Hancock didn’t have the most swing-and-miss stuff against the lefty-heavy Guardians lineup, but he was able to efficiently navigate around minimal traffic all day. The Guardians were able to scrape a run off him in the fifth thanks to some bad-BABIP-luck weakly-hit singles, but Hancock managed to wiggle out of a bases-loaded no-outs situation, allowing just one run on a sacrifice fly.
Not only did Hancock limit the damage in the fifth, but fighting through that inning meant he was able to come back out for the sixth and get another two outs for his bullpen before walking Cooper Ingle. With the Mariners clinging to a three-run lead, Dan Wilson opted to bring in Eduard Bazardo, who immediately gave up a double to pinch-hitter Daniel Schneemann on a sinker located dead red. Bazardo didn’t have great command today, spraying the ball around against pinch-hitter Patrick Bailey and going to a full count, but was able to quell the threat by getting Bailey to chase after a nasty biting sweeper.
The Mariners were able to get that run right back, again capitalizing on Guardians mistakes. With former Mariner Shawn Armstrong on in the sixth, Robles reached on a bunt, then stole second and third, realizing Armstrong wasn’t paying any attention to him. Julio then brought Robles home on a weakly-hit ball that didn’t leave the infield, again poorly handled by Travis Bazzana at second, who had an absolutely brutal series defensively. But again, the Mariners weren’t able to extend the lead against lefty Tim Herrin, who came in for Armstrong and immediately hit Naylor with a pitch; Arozarena went after the second pitch he saw and pounded it on the ground to the Guardians’ one sure-handed infielder, Gabriel Arias at third, for the inning-ender.
That lack of adding on would loom large in the eighth, after the Mariners squandered yet another opportunity in the seventh against former Mariner Matt Festa. Again, the Mariners had two runners on, and again, they failed to convert that traffic into runs, with Arozarena hitting into an inning-ending double play. Gabe Speier was able to knock the Guardians down in the bottom of the seventh, but that left the eighth.

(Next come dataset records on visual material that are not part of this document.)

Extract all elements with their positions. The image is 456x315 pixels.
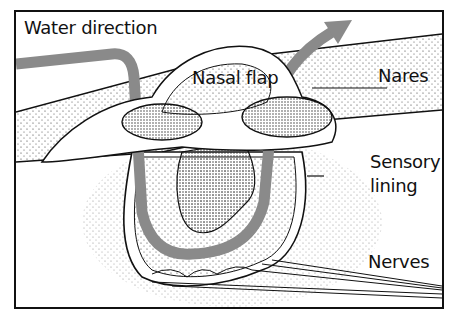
label-sensory-lining-1: Sensory: [370, 152, 440, 172]
label-nasal-flap: Nasal flap: [192, 68, 278, 88]
label-nerves: Nerves: [368, 252, 429, 272]
diagram-frame: Water direction Nasal flap Nares Sensory…: [14, 10, 444, 309]
label-sensory-lining-2: lining: [370, 176, 417, 196]
label-nares: Nares: [378, 66, 428, 86]
label-water-direction: Water direction: [24, 18, 157, 38]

With the bottom of the lineup coming up and Muñoz as “the ninth inning guy” per Dan Wilson, the Mariners sent in Michael Rucker. On the one hand, Wilson’s options were limited: Bazardo and Speier had already pitched, José Ferrer was down after pitching the last two nights, Nick Davila has poor splits against lefties, and the six-man rotation has already shorted the pen an arm, leaving Rucker and lefty Josh Simpson, recently returned from Tacoma. Both of them would pitch in this inning. Neither would pitch well.
If you’ve been a Mariners fan a while, you already know how this went. I don’t need to describe each agonizing detail, and you probably don’t want to read it. There’s no value to be extracted from examining why each of these pitchers failed. It was a late-innings spring training game, but played in late June instead. If you’re really dead-set on imagining it, here’s a visual representation:
By the end of the inning, the Guardians led, 6-4. The Mariners would claw one of those runs back in the ninth against Guardians closer Cade Smith – Cole and Colt teaming up for back-to-back singles, a weak ray of sunshine on a dark day, and Robles again making Bazzana reconsider life at the keystone – but it almost felt even more insulting to lose by one run, especially coming in on Bazzana’s umpteenth fielding miscue of the series, like pointing up the fact that even spotted shoddy infield defense, the Mariners still couldn’t overcome their fatal flaws of non-clutch-hitting and bullpen implosion.
Losing a game that’s winnable is always frustrating, but with the way the team has been playing lately, today’s game feels like salt in the wound. Breaking out of the prison of three-or-fewer runs scored only to lose feels not so much like a finger on the monkey paw curling down, but the Mariners taking the monkey paw and beating fans over the head with it – the latest not-fun entry in the captain’s log of what has been, so far, an almost wholly unenjoyable season.